Inside Zoos
Captivity-induced health problems
Zoo officials work hard to convince the public that the elephants in their care are happy and healthy. On the contrary, most zoo visitors would be shocked to learn that many of the elephants on display survive on a daily diet of painkillers and anti-inflammatory medications to mask captivity-related ailments-the direct result of inactivity from confinement in artificial and restrictive zoo enclosures.
Restricted Movement Results In Health Problems and Premature Death
Zoos cannot provide the vast acreage necessary to accommodate elephants' need to walk. As the world's largest land mammal, elephants are designed for almost constant movement, and wild elephant herds easily travel over thirty miles a day on soft soil and varied terrains. Elephants in zoos, by contrast, spend their entire lives inactive in tiny enclosures, standing on concrete or hard compacted dirt. As a result, they suffer extremely painful arthritic and degenerative joint disorders and recurrent foot infections, as well as digestive problems.
With all the stress and illness elephants suffer in zoos, it is no surprise that they live only about half as long as wild elephants. Elephants in the wild can live to be seventy years or older. According to the AZA, elephants in U.S. zoos die on average at thirty-four years old.
Psychological Deterioration
Neurotic behaviors are common consequences of severe confinement. Neurotic reactions can take the form of rocking or swaying, head nodding, and other repetitive motions. Sadly, many zoos still use force and dominance to manage elephants. Historically elephants have been managed through coercive force, such as chaining for prolonged periods and use of "bullhooks" and electrical hotshots. Chaining has a direct correlation to neurotic behavior in elephants.
The bullhook, also called an ankus, is a tool used to punish and control elephants. The handle is made of wood, metal, plastic, or fiberglass, and there is a sharp steel hook at one end. Both ends inflict damage. The trainer uses the hook to apply varying degrees of pressure to sensitive spots on the elephant's body, causing the elephant to move away from the source of discomfort. The thickness of an elephant's skin ranges from one inch across the back and hindquarters to paper-thin around the mouth and eyes, inside the ears, and at the anus. Their skin appears deceptively tough, but in reality it is so delicate that an elephant can feel the pain of an insect bite. A bullhook can easily inflict pain and injury on an elephant's sensitive skin. Trainers often embed the hook in the soft tissue behind the ears, inside the ear or mouth, in and around the anus, and in tender spots under the chin and around the feet.
Infant Mortality
Programs to breed elephants in captivity have largely failed, with high infant mortality rates and the premature shut down of most female elephants' reproductive systems. Without the complex social network that sustains elephants in the wild, new elephant mothers in captivity are ill-equipped to nurture infants causing many of them to die. Inexperienced mothers would normally learn from other females in the family herd, who help ensure the infant's survival. Zoos cannot begin to accommodate these vital social structures.
Incompatible Climates
Zoos in cold climates pose additional health threats to elephants, who originate from the warm, temperate regions of Africa and Asia. Cold winters force elephants indoors for months at a time, into cramped enclosures that are even smaller than their inadequate outdoor areas. Forced indoors, elephants stand on concrete surfaces in their own urine and feces, which can lead to foot infection.
Broken families
Zoos simply are not suited to meeting elephants' social needs. In the wild, elephants live in complex societies made up of extended family members led by a mature matriarch. Female elephants stay with the herd their entire lives, and males do not leave the family until around fourteen years of age, always maintaining rich relationships with other bulls and females. In stark contrast, some elephants in zoos actually live in solitary confinement. Those elephants lucky enough to bond with another elephant in a zoo suffer when that friendship is disregarded by common zoo animal-swapping programs. Zoos shuffle elephants around like pieces of furniture with little to no regard for their feelings.
Devastation, Not Conservation
Zoos falsely claim that exhibiting elephants is part of a conservation effort to ensure the species' survival. In fact zoos actually contribute to the problem elephants face by abducting young elephants from their families in the wild to be put on display. True conservation involves protection of the natural habitat of elephants in Africa and Asia and strict anti-poaching efforts.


Where a line holds the word "application", copy that line from the data below.

────────────────────

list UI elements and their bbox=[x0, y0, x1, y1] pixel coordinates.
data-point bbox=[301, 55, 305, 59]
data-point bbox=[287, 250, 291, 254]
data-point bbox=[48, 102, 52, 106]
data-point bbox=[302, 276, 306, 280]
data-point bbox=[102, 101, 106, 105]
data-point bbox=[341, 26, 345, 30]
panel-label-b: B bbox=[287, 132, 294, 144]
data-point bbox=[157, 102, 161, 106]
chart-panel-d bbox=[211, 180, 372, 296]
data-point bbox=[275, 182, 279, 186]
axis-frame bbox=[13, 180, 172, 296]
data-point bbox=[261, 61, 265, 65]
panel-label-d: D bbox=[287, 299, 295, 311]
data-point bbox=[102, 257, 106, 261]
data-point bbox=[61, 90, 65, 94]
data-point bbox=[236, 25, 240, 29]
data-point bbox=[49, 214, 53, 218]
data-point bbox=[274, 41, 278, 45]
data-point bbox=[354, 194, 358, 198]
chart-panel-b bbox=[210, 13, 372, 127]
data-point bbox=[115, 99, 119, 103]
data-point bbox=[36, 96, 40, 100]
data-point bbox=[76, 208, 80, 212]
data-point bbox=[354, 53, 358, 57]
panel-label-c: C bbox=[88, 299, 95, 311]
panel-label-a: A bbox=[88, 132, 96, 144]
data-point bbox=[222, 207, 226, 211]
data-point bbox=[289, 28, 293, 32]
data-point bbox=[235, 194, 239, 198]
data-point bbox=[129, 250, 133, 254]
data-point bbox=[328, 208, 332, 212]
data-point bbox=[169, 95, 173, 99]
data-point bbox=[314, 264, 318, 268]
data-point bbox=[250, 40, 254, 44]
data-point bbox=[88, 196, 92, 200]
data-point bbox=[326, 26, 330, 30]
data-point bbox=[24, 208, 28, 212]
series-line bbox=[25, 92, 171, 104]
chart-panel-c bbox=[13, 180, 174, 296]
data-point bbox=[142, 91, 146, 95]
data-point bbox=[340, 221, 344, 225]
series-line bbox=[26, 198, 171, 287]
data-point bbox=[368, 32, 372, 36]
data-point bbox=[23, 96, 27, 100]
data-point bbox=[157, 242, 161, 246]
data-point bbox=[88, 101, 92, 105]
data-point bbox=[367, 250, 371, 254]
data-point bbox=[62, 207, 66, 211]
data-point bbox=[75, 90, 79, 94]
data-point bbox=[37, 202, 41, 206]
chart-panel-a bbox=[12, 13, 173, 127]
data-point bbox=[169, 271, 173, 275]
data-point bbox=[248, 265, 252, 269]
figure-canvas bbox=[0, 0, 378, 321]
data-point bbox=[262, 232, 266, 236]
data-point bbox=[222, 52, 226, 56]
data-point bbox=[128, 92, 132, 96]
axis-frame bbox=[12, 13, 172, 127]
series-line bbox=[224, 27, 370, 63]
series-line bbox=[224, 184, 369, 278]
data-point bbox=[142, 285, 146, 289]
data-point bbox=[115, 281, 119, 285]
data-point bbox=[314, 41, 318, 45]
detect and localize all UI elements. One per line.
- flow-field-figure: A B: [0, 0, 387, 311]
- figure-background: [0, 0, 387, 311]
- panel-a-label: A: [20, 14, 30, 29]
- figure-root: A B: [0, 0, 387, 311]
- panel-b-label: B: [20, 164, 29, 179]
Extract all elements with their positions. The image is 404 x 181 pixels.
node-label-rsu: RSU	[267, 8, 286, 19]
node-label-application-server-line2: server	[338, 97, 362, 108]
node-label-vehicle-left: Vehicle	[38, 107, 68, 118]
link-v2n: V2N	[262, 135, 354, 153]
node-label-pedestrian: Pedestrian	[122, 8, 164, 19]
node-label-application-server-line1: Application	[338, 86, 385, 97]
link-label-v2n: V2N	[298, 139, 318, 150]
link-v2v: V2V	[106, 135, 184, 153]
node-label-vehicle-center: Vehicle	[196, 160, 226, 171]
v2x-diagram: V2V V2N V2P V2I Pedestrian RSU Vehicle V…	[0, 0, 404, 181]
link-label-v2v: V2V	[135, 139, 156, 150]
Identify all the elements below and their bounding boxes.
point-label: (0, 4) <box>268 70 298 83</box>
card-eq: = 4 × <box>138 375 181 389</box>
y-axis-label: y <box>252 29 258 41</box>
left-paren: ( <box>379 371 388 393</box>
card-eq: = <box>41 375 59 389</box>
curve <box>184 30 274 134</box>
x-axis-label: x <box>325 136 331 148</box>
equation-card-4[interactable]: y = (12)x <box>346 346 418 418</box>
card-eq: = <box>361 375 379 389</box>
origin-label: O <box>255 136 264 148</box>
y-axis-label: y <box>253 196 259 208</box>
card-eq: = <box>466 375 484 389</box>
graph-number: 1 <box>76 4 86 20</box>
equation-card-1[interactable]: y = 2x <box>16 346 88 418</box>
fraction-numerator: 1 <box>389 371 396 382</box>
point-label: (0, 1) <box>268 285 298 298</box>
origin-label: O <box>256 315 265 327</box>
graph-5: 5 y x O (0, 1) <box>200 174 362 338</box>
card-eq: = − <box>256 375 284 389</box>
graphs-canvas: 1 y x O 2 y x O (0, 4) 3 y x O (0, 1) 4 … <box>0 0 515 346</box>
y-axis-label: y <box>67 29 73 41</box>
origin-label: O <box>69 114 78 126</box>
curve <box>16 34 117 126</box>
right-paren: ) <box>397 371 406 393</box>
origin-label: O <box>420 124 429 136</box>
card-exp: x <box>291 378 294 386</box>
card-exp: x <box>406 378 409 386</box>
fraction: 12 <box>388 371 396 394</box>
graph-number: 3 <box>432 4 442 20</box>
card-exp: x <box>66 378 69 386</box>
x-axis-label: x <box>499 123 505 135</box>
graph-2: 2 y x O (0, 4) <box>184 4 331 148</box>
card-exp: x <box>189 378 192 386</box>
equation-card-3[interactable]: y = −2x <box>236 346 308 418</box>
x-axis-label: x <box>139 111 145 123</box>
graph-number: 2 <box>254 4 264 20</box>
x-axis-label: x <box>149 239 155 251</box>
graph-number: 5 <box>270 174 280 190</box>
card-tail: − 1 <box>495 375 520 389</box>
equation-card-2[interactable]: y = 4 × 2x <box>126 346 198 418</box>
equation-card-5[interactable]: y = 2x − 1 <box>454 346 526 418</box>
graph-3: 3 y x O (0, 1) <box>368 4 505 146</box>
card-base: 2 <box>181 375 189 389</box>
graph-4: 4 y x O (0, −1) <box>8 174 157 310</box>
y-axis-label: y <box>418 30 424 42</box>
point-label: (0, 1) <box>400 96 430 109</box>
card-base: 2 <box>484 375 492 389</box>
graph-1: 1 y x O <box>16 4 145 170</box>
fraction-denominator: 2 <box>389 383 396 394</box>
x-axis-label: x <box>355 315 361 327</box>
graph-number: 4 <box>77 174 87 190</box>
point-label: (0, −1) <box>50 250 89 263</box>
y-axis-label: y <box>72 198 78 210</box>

────────────────────

Exercise answer:
node-label-application-server-line2: server	[338, 97, 362, 108]
node-label-application-server-line1: Application	[338, 86, 385, 97]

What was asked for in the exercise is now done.